By The Master Justin Moreward Haig
Question: My wife has taken on a lover. What should I do?
Answer: There is a great distinction between a man allowing his wife to have a lover and condoning it when she has got one, because he knows that her passion is stronger than herself. Why do you condemn her for her weakness in not being able to renounce this man, yet omit to condemn your own weakness in not being able to forgive? Your wife still loves you as I predicted and her affection must be really deep and true if she can fall in love with another and still love you. As I said the other night, if you remember perhaps, you have been led by a process of hypnosis, so the speak, to believe that one love kills another. That is untrue; that criterion of real love is that it lasts beyond the birth of a new passion.
Has it ever struck you that true love always thinks of the happiness of the beloved? And if that happiness comes even through another man's arms, love doesn't mind.
What, after all, is marriage and what does it become? The ordinary man starts matrimony with a mixture of romantic sentiment and physical passion; the sentiment by degrees dies away, the passion dies away also (dwindling into an occasion of gratification of the senses), and in the place of these two things comes either friendship or utter indifference. If the latter, then, for a man to be upset when his wife also falls in love with somebody else seems unreasonable; if the former, then, for him to be upset seems equally unreasonable, true friendship being greatly enhanced when it can act as the receiver of confidence. You yourself admitted you were never so fond of your friend as when you were able to confide in him your own romantic passion. And what does that mean? Why, that if you had sympathized with your wife over this new love of her's, and let her fearlessly confide in you, she would never have felt so fond of you as during that exchange of confidence and sympathy.
And it would be so because she, all the time, would sense the nobility of your unexpressed forgiveness, and therefore not only be grateful, but full of admiration as well. Indeed, nothing augments affection so much as gratitude and admiration combined and, therefore, I cannot think I was wrong when the other night I told you had let slip the great opportunity of your married life. For where there is true affection, no opportunity is so golden as the one which affords us something to forgive, since to forgive is at the same time to manifest nobility of character, and thus to show ourselves noble before the object of our love. Yet, as one form of forgiveness may need to express itself in words, the greatest of any is that which is so self-evident it requires no words to express it at all, its presence being rendered all the more conspicuous by its very absence.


Scan the entries below for "Features" and copy each line that holds it.
(DATA EXTRACT)
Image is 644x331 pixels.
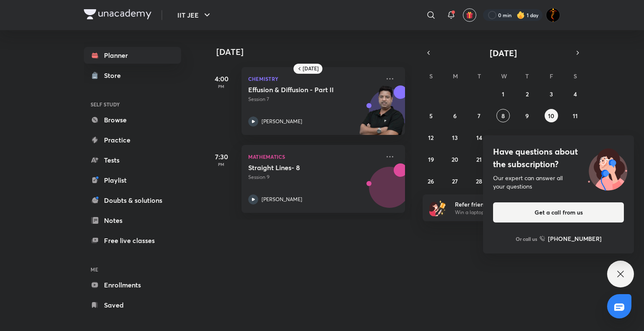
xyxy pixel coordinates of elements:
[84,67,181,84] a: Store
[545,109,558,122] button: October 10, 2025
[424,174,437,188] button: October 26, 2025
[216,47,413,57] h4: [DATE]
[568,87,582,100] button: October 4, 2025
[204,73,238,84] h5: 4:00
[489,47,517,58] span: [DATE]
[261,196,302,203] p: [PERSON_NAME]
[359,164,405,221] img: unacademy
[475,177,482,185] abbr: October 28, 2025
[493,145,624,171] h4: Have questions about the subscription?
[261,117,302,126] p: [PERSON_NAME]
[84,112,181,128] a: Browse
[472,131,486,144] button: October 14, 2025
[428,177,434,185] abbr: October 26, 2025
[573,72,577,80] abbr: Saturday
[429,72,433,80] abbr: Sunday
[478,72,481,80] abbr: Tuesday
[550,72,553,80] abbr: Friday
[548,112,554,120] abbr: October 10, 2025
[493,202,624,223] button: Get a call from us
[434,47,572,58] button: [DATE]
[568,131,582,144] button: October 18, 2025
[84,232,181,249] a: Free live classes
[472,174,486,188] button: October 28, 2025
[501,112,504,120] abbr: October 8, 2025
[172,6,217,24] button: IIT JEE
[84,9,151,19] img: Company Logo
[452,72,458,80] abbr: Monday
[502,90,504,98] abbr: October 1, 2025
[466,11,473,19] img: avatar
[424,131,437,144] button: October 12, 2025
[455,209,558,216] p: Win a laptop, vouchers & more
[520,109,533,122] button: October 9, 2025
[545,87,558,100] button: October 3, 2025
[548,134,554,142] abbr: October 17, 2025
[84,172,181,188] a: Playlist
[496,131,510,144] button: October 15, 2025
[520,87,533,100] button: October 2, 2025
[448,131,462,144] button: October 13, 2025
[568,109,582,122] button: October 11, 2025
[501,72,507,80] abbr: Wednesday
[476,156,481,164] abbr: October 21, 2025
[448,174,462,188] button: October 27, 2025
[500,134,506,142] abbr: October 15, 2025
[448,109,462,122] button: October 6, 2025
[572,134,578,142] abbr: October 18, 2025
[84,9,151,21] a: Company Logo
[84,131,181,148] a: Practice
[204,84,238,89] p: PM
[248,85,353,94] h5: Effusion & Diffusion - Part II
[429,112,433,120] abbr: October 5, 2025
[546,8,560,22] img: Sarveshwar Jha
[84,192,181,209] a: Doubts & solutions
[472,109,486,122] button: October 7, 2025
[525,90,529,98] abbr: October 2, 2025
[424,152,437,166] button: October 19, 2025
[248,152,380,161] p: Mathematics
[581,145,634,190] img: ttu_illustration_new.svg
[520,131,533,144] button: October 16, 2025
[84,297,181,313] a: Saved
[452,177,458,185] abbr: October 27, 2025
[84,152,181,168] a: Tests
[428,156,434,164] abbr: October 19, 2025
[248,173,380,181] p: Session 9
[573,90,577,98] abbr: October 4, 2025
[476,134,482,142] abbr: October 14, 2025
[248,164,353,172] h5: Straight Lines- 8
[550,90,553,98] abbr: October 3, 2025
[452,134,458,142] abbr: October 13, 2025
[573,112,577,120] abbr: October 11, 2025
[525,112,529,120] abbr: October 9, 2025
[303,65,319,72] h6: [DATE]
[429,200,446,216] img: referral
[84,47,181,64] a: Planner
[428,134,434,142] abbr: October 12, 2025
[453,112,457,120] abbr: October 6, 2025
[472,152,486,166] button: October 21, 2025
[104,70,126,80] div: Store
[493,174,624,190] div: Our expert can answer all your questions
[451,156,458,164] abbr: October 20, 2025
[496,87,510,100] button: October 1, 2025
[204,161,238,167] p: PM
[84,262,181,276] h6: ME
[545,131,558,144] button: October 17, 2025
[539,234,602,243] a: [PHONE_NUMBER]
[448,152,462,166] button: October 20, 2025
[463,9,476,22] button: avatar
[516,235,537,242] p: Or call us
[84,97,181,112] h6: SELF STUDY
[548,234,602,243] h6: [PHONE_NUMBER]
[455,200,558,209] h6: Refer friends
[424,109,437,122] button: October 5, 2025
[248,73,380,84] p: Chemistry
[496,109,510,122] button: October 8, 2025
[359,85,405,143] img: unacademy
[204,152,238,161] h5: 7:30
[524,134,530,142] abbr: October 16, 2025
[516,11,525,19] img: streak
[248,95,380,103] p: Session 7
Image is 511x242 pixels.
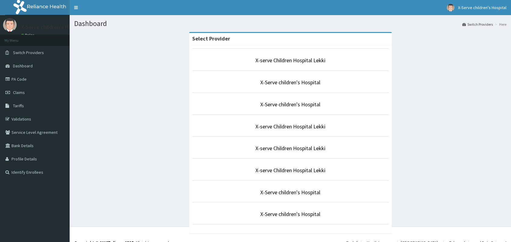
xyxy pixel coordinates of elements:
[192,35,230,42] strong: Select Provider
[255,123,325,130] a: X-serve Children Hospital Lekki
[493,22,506,27] li: Here
[74,20,506,28] h1: Dashboard
[260,79,320,86] a: X-Serve children's Hospital
[260,101,320,108] a: X-Serve children's Hospital
[462,22,492,27] a: Switch Providers
[447,4,454,11] img: User Image
[13,50,44,55] span: Switch Providers
[458,5,506,10] span: X-Serve children's Hospital
[21,33,36,37] a: Online
[13,103,24,109] span: Tariffs
[255,57,325,64] a: X-serve Children Hospital Lekki
[255,167,325,174] a: X-serve Children Hospital Lekki
[3,18,17,32] img: User Image
[260,211,320,218] a: X-Serve children's Hospital
[13,63,33,69] span: Dashboard
[13,90,25,95] span: Claims
[21,25,85,30] p: X-Serve children's Hospital
[260,189,320,196] a: X-Serve children's Hospital
[255,145,325,152] a: X-serve Children Hospital Lekki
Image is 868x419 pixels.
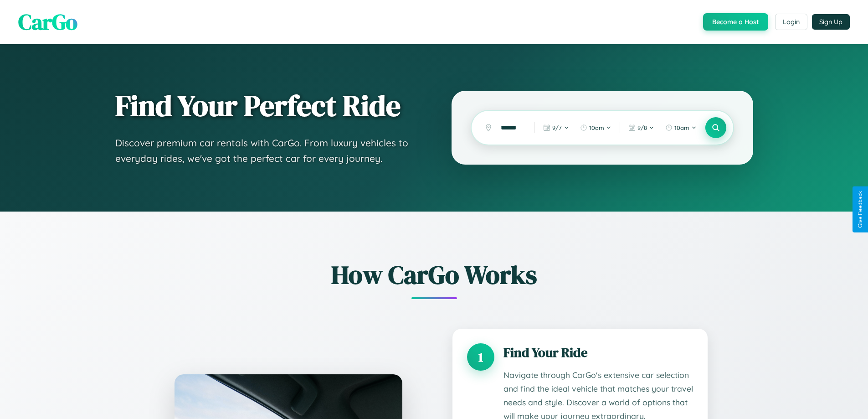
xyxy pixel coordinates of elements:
h1: Find Your Perfect Ride [115,90,415,122]
h3: Find Your Ride [503,343,694,362]
button: Sign Up [812,14,850,30]
div: Give Feedback [857,191,864,228]
button: 9/7 [539,121,574,135]
button: 10am [661,121,702,135]
button: 9/8 [624,121,659,135]
p: Discover premium car rentals with CarGo. From luxury vehicles to everyday rides, we've got the pe... [115,136,415,166]
button: 10am [576,121,616,135]
button: Login [775,13,807,30]
span: CarGo [18,7,77,37]
h2: How CarGo Works [161,257,708,293]
span: 10am [590,124,605,131]
button: Become a Host [704,13,768,31]
span: 9 / 8 [638,124,647,131]
span: 9 / 7 [552,124,562,131]
div: 1 [467,343,494,371]
span: 10am [674,124,689,131]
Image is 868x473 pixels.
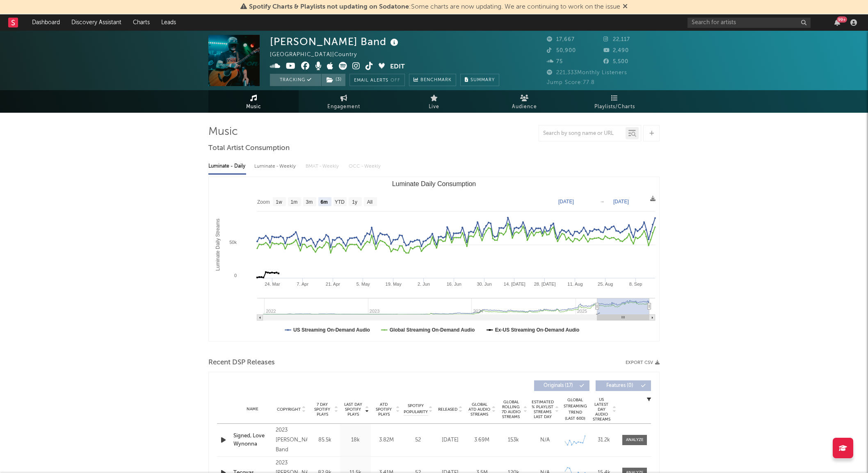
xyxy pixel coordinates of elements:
text: [DATE] [613,199,629,204]
span: Playlists/Charts [594,102,635,112]
a: Playlists/Charts [569,90,659,113]
span: 5,500 [603,59,628,64]
button: Export CSV [625,360,659,365]
a: Dashboard [26,15,66,31]
div: 2023 [PERSON_NAME] Band [275,425,307,454]
text: 24. Mar [265,281,280,287]
button: Edit [390,62,405,72]
text: Luminate Daily Streams [215,219,220,271]
span: Spotify Charts & Playlists not updating on Sodatone [249,4,408,10]
text: 28. [DATE] [534,281,555,287]
span: Global Rolling 7D Audio Streams [500,400,522,419]
span: ATD Spotify Plays [373,402,395,417]
text: All [367,199,372,205]
text: 5. May [357,281,371,287]
div: Luminate - Daily [208,159,246,173]
div: 99 + [836,16,847,22]
div: Global Streaming Trend (Last 60D) [562,397,587,421]
span: Total Artist Consumption [208,144,289,153]
button: Email AlertsOff [350,73,405,86]
div: N/A [531,436,559,444]
text: US Streaming On-Demand Audio [293,327,370,332]
button: Features(0) [596,380,651,391]
div: 153k [500,436,527,444]
span: Jump Score: 77.8 [547,80,595,85]
div: [GEOGRAPHIC_DATA] | Country [270,50,366,60]
span: ( 3 ) [321,73,346,86]
span: Live [429,102,439,112]
div: 18k [342,436,369,444]
text: 30. Jun [477,281,491,287]
text: 16. Jun [446,281,461,287]
span: Estimated % Playlist Streams Last Day [531,400,554,419]
text: 19. May [385,281,402,287]
div: 31.2k [591,436,616,444]
text: 11. Aug [567,281,583,287]
span: Recent DSP Releases [208,358,275,367]
em: Off [391,78,400,83]
div: 3.82M [373,436,399,444]
a: Audience [479,90,569,113]
a: Charts [127,15,155,31]
text: 3m [306,199,313,205]
input: Search for artists [687,18,810,28]
text: [DATE] [558,199,574,204]
text: 25. Aug [597,281,613,287]
span: Global ATD Audio Streams [468,402,490,417]
button: Summary [460,73,499,86]
text: 6m [321,199,328,205]
text: Zoom [257,199,270,205]
text: Luminate Daily Consumption [392,180,476,187]
input: Search by song name or URL [538,131,625,137]
span: Originals ( 17 ) [539,383,577,388]
text: 14. [DATE] [504,281,525,287]
span: 50,900 [547,48,576,53]
span: 7 Day Spotify Plays [311,402,333,417]
span: Spotify Popularity [404,403,428,415]
span: Released [438,407,457,412]
span: Engagement [327,102,360,112]
text: Ex-US Streaming On-Demand Audio [495,327,579,332]
a: Leads [155,15,182,31]
span: Features ( 0 ) [601,383,638,388]
text: 1y [352,199,357,205]
button: 99+ [834,19,840,26]
text: 21. Apr [326,281,340,287]
div: Luminate - Weekly [255,159,297,173]
text: 1m [291,199,298,205]
text: → [600,199,604,204]
span: Audience [512,102,537,112]
div: [PERSON_NAME] Band [270,35,400,49]
span: US Latest Day Audio Streams [591,397,611,421]
span: Summary [470,78,494,83]
div: [DATE] [436,436,463,444]
a: Benchmark [408,73,456,86]
a: Engagement [299,90,388,113]
text: Global Streaming On-Demand Audio [390,327,475,332]
span: 2,490 [603,48,629,53]
a: Signed, Love Wynonna [234,432,272,447]
div: 52 [404,436,432,444]
text: 1w [275,199,282,205]
text: 8. Sep [629,281,642,287]
a: Live [388,90,479,113]
div: 3.69M [468,436,495,444]
span: Dismiss [623,4,627,10]
text: 0 [234,273,237,277]
span: 22,117 [603,37,630,43]
span: : Some charts are now updating. We are continuing to work on the issue [249,4,620,10]
div: Name [234,406,272,412]
span: Music [246,102,261,112]
button: Originals(17) [534,380,589,391]
span: 75 [547,59,562,64]
text: 7. Apr [296,281,309,287]
span: Last Day Spotify Plays [342,402,364,417]
text: 2. Jun [418,281,429,287]
span: 17,667 [547,37,575,43]
a: Discovery Assistant [66,15,127,31]
button: Tracking [270,73,321,86]
span: Copyright [277,407,301,412]
span: 221,333 Monthly Listeners [547,70,627,76]
text: YTD [335,199,344,205]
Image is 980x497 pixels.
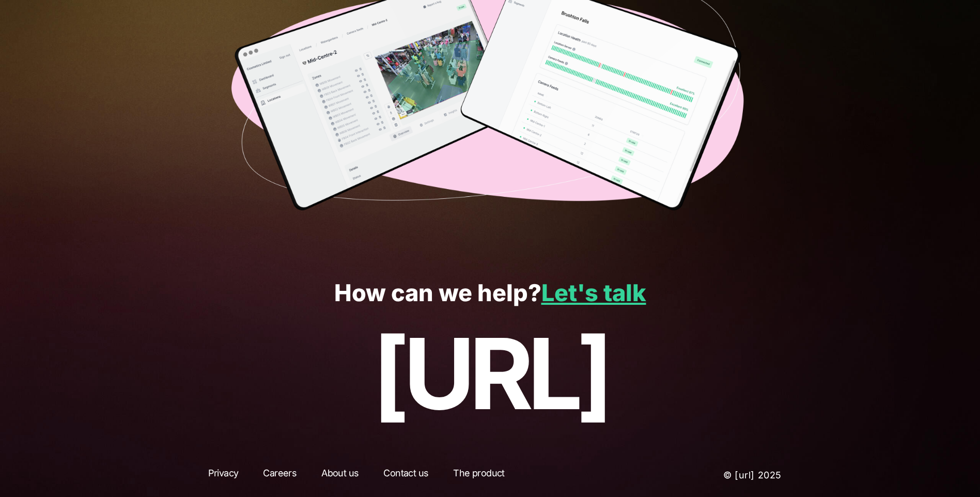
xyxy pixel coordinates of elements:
[444,466,514,485] a: The product
[31,319,949,429] p: [URL]
[636,466,782,485] p: © [URL] 2025
[374,466,438,485] a: Contact us
[542,279,646,307] a: Let's talk
[312,466,368,485] a: About us
[254,466,306,485] a: Careers
[31,280,949,307] p: How can we help?
[199,466,248,485] a: Privacy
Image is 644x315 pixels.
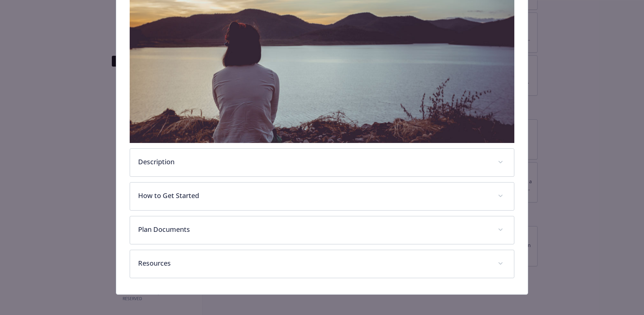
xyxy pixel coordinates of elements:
div: Plan Documents [130,216,514,244]
div: How to Get Started [130,183,514,210]
p: Plan Documents [138,224,490,235]
p: How to Get Started [138,191,490,200]
p: Description [138,157,490,167]
p: Resources [138,258,490,268]
div: Resources [130,250,514,277]
div: Description [130,148,514,176]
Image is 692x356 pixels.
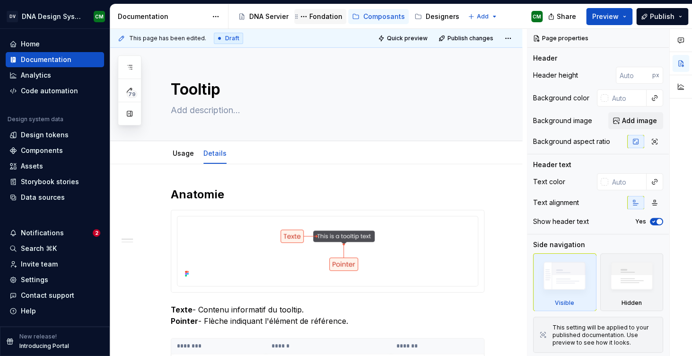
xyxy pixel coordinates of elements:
[436,32,498,45] button: Publish changes
[586,8,633,25] button: Preview
[118,12,207,21] div: Documentation
[533,137,611,146] div: Background aspect ratio
[650,12,675,21] span: Publish
[609,112,664,129] button: Add image
[171,316,198,326] strong: Pointer
[637,8,689,25] button: Publish
[294,9,346,24] a: Fondation
[22,12,82,21] div: DNA Design System
[171,187,485,202] h2: Anatomie
[6,225,104,240] button: Notifications2
[533,53,558,63] div: Header
[234,9,293,24] a: DNA Servier
[6,143,104,158] a: Components
[129,35,206,42] span: This page has been edited.
[21,86,78,96] div: Code automation
[173,149,194,157] a: Usage
[21,291,74,300] div: Contact support
[21,39,40,49] div: Home
[6,52,104,67] a: Documentation
[557,12,577,21] span: Share
[6,174,104,189] a: Storybook stories
[609,89,647,106] input: Auto
[622,299,642,307] div: Hidden
[601,253,664,311] div: Hidden
[555,299,575,307] div: Visible
[6,303,104,319] button: Help
[249,12,289,21] div: DNA Servier
[171,305,193,314] strong: Texte
[21,146,63,155] div: Components
[21,244,57,253] div: Search ⌘K
[6,68,104,83] a: Analytics
[348,9,409,24] a: Composants
[204,149,227,157] a: Details
[426,12,460,21] div: Designers
[21,161,43,171] div: Assets
[609,173,647,190] input: Auto
[19,342,69,350] p: Introducing Portal
[21,275,48,284] div: Settings
[2,6,108,27] button: DVDNA Design SystemCM
[6,241,104,256] button: Search ⌘K
[6,83,104,98] a: Code automation
[616,67,653,84] input: Auto
[533,198,579,207] div: Text alignment
[533,71,578,80] div: Header height
[533,13,541,20] div: CM
[7,11,18,22] div: DV
[21,259,58,269] div: Invite team
[553,324,657,346] div: This setting will be applied to your published documentation. Use preview to see how it looks.
[21,177,79,186] div: Storybook stories
[6,36,104,52] a: Home
[6,272,104,287] a: Settings
[593,12,619,21] span: Preview
[6,288,104,303] button: Contact support
[636,218,647,225] label: Yes
[169,143,198,163] div: Usage
[448,35,494,42] span: Publish changes
[8,115,63,123] div: Design system data
[411,9,463,24] a: Designers
[533,240,586,249] div: Side navigation
[21,193,65,202] div: Data sources
[21,130,69,140] div: Design tokens
[127,90,137,98] span: 79
[622,116,657,125] span: Add image
[533,160,572,169] div: Header text
[543,8,583,25] button: Share
[171,304,485,327] p: - Contenu informatif du tooltip. - Flèche indiquant l'élément de référence.
[95,13,104,20] div: CM
[465,10,501,23] button: Add
[477,13,489,20] span: Add
[533,217,589,226] div: Show header text
[653,71,660,79] p: px
[19,333,57,340] p: New release!
[533,116,593,125] div: Background image
[6,159,104,174] a: Assets
[6,257,104,272] a: Invite team
[375,32,432,45] button: Quick preview
[21,71,51,80] div: Analytics
[225,35,240,42] span: Draft
[200,143,231,163] div: Details
[364,12,405,21] div: Composants
[533,177,566,186] div: Text color
[387,35,428,42] span: Quick preview
[21,228,64,238] div: Notifications
[21,55,71,64] div: Documentation
[169,78,483,101] textarea: Tooltip
[310,12,343,21] div: Fondation
[21,306,36,316] div: Help
[533,253,597,311] div: Visible
[6,127,104,142] a: Design tokens
[533,93,590,103] div: Background color
[234,7,463,26] div: Page tree
[6,190,104,205] a: Data sources
[93,229,100,237] span: 2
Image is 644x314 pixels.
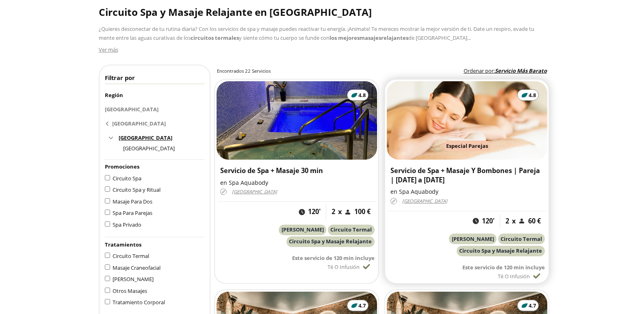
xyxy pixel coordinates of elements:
[119,134,172,141] span: [GEOGRAPHIC_DATA]
[112,118,166,129] div: [GEOGRAPHIC_DATA]
[104,92,123,98] span: Región
[385,79,550,284] a: 4.8Especial ParejasServicio de Spa + Masaje Y Bombones | Pareja | [DATE] a [DATE]en Spa Aquabody[...
[98,45,118,54] button: Ver más
[113,221,141,228] span: Spa Privado
[338,207,345,216] span: x
[232,187,277,197] span: [GEOGRAPHIC_DATA]
[512,216,519,226] span: x
[495,67,547,74] span: Servicio Más Barato
[359,302,366,310] span: 4.7
[446,142,488,150] span: Especial Parejas
[104,163,140,170] span: Promociones
[464,67,547,75] label: :
[104,241,141,248] span: Tratamientos
[113,264,161,271] span: Masaje Craneofacial
[113,210,152,216] span: Spa Para Parejas
[292,254,375,262] span: Este servicio de 120 min incluye
[468,34,471,41] span: ..
[308,207,321,216] span: 120'
[113,252,149,259] span: Circuito Termal
[104,104,205,114] p: [GEOGRAPHIC_DATA]
[113,287,147,294] span: Otros Masajes
[113,186,161,193] span: Circuito Spa y Ritual
[220,166,373,175] h3: Servicio de Spa + Masaje 30 min
[289,238,372,245] span: Circuito Spa y Masaje Relajante
[220,178,373,187] p: en Spa Aquabody
[98,25,534,41] span: ¿Quieres desconectar de tu rutina diaria? Con los servicios de spa y masaje puedes reactivar tu e...
[123,145,175,152] a: [GEOGRAPHIC_DATA]
[282,226,324,234] span: [PERSON_NAME]
[529,302,536,310] span: 4.7
[98,6,546,18] div: Circuito Spa y Masaje Relajante en [GEOGRAPHIC_DATA]
[452,235,494,242] span: [PERSON_NAME]
[113,275,153,282] span: [PERSON_NAME]
[482,216,495,226] span: 120'
[529,92,536,99] span: 4.8
[104,74,135,81] span: Filtrar por
[459,247,542,254] span: Circuito Spa y Masaje Relajante
[501,235,542,242] span: Circuito Termal
[355,207,371,216] span: 100 €
[402,196,448,205] span: [GEOGRAPHIC_DATA]
[113,299,165,305] span: Tratamiento Corporal
[498,273,530,280] span: té o Infusión
[331,207,338,216] span: 2
[104,116,205,131] a: [GEOGRAPHIC_DATA]
[113,175,141,182] span: Circuito Spa
[328,264,360,270] span: té o Infusión
[359,92,366,99] span: 4.8
[98,46,118,53] span: Ver más
[214,79,379,284] a: 4.8Servicio de Spa + Masaje 30 minen Spa Aquabody[GEOGRAPHIC_DATA]120'2x100 €[PERSON_NAME]Circuit...
[218,68,271,74] h2: Encontrados 22 Servicios
[506,216,512,226] span: 2
[462,264,546,271] span: Este servicio de 120 min incluye
[331,226,372,234] span: Circuito Termal
[528,216,541,226] span: 60 €
[391,166,544,185] h3: Servicio de Spa + Masaje Y Bombones | Pareja | [DATE] a [DATE]
[391,187,544,196] p: en Spa Aquabody
[113,198,152,205] span: Masaje Para Dos
[191,34,239,41] b: circuitos termales
[330,34,408,41] b: los mejores relajantes
[464,67,494,74] span: Ordenar por
[360,34,381,41] b: masajes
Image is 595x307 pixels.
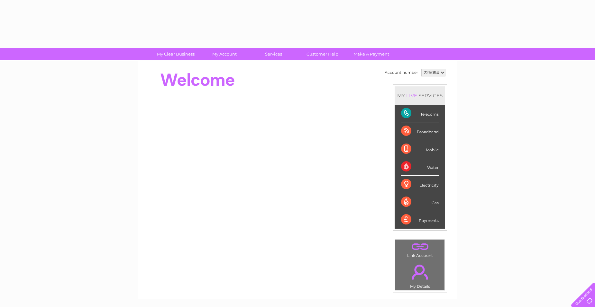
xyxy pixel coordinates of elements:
a: . [397,241,443,253]
a: Customer Help [296,48,349,60]
a: . [397,261,443,284]
div: Water [401,158,439,176]
div: Broadband [401,122,439,140]
div: MY SERVICES [394,86,445,105]
td: My Details [395,259,445,291]
td: Account number [383,67,420,78]
a: My Account [198,48,251,60]
a: My Clear Business [149,48,202,60]
div: Gas [401,194,439,211]
td: Link Account [395,240,445,260]
div: Electricity [401,176,439,194]
div: LIVE [405,93,418,99]
div: Mobile [401,141,439,158]
div: Telecoms [401,105,439,122]
div: Payments [401,211,439,229]
a: Make A Payment [345,48,398,60]
a: Services [247,48,300,60]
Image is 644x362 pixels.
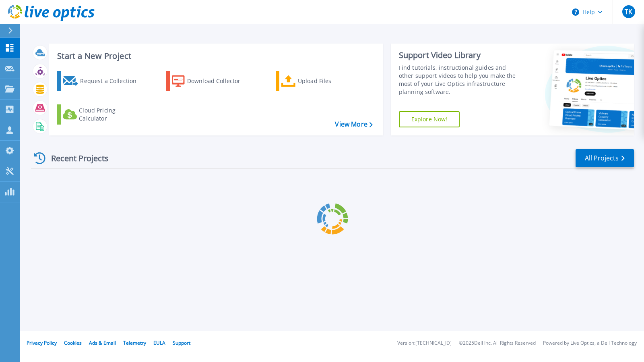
(End DATA EXTRACT)
#### ANSWER FOR THIS EXERCISE
button: Features(0) [596,380,651,391]
span: Features ( 0 ) [601,383,638,388]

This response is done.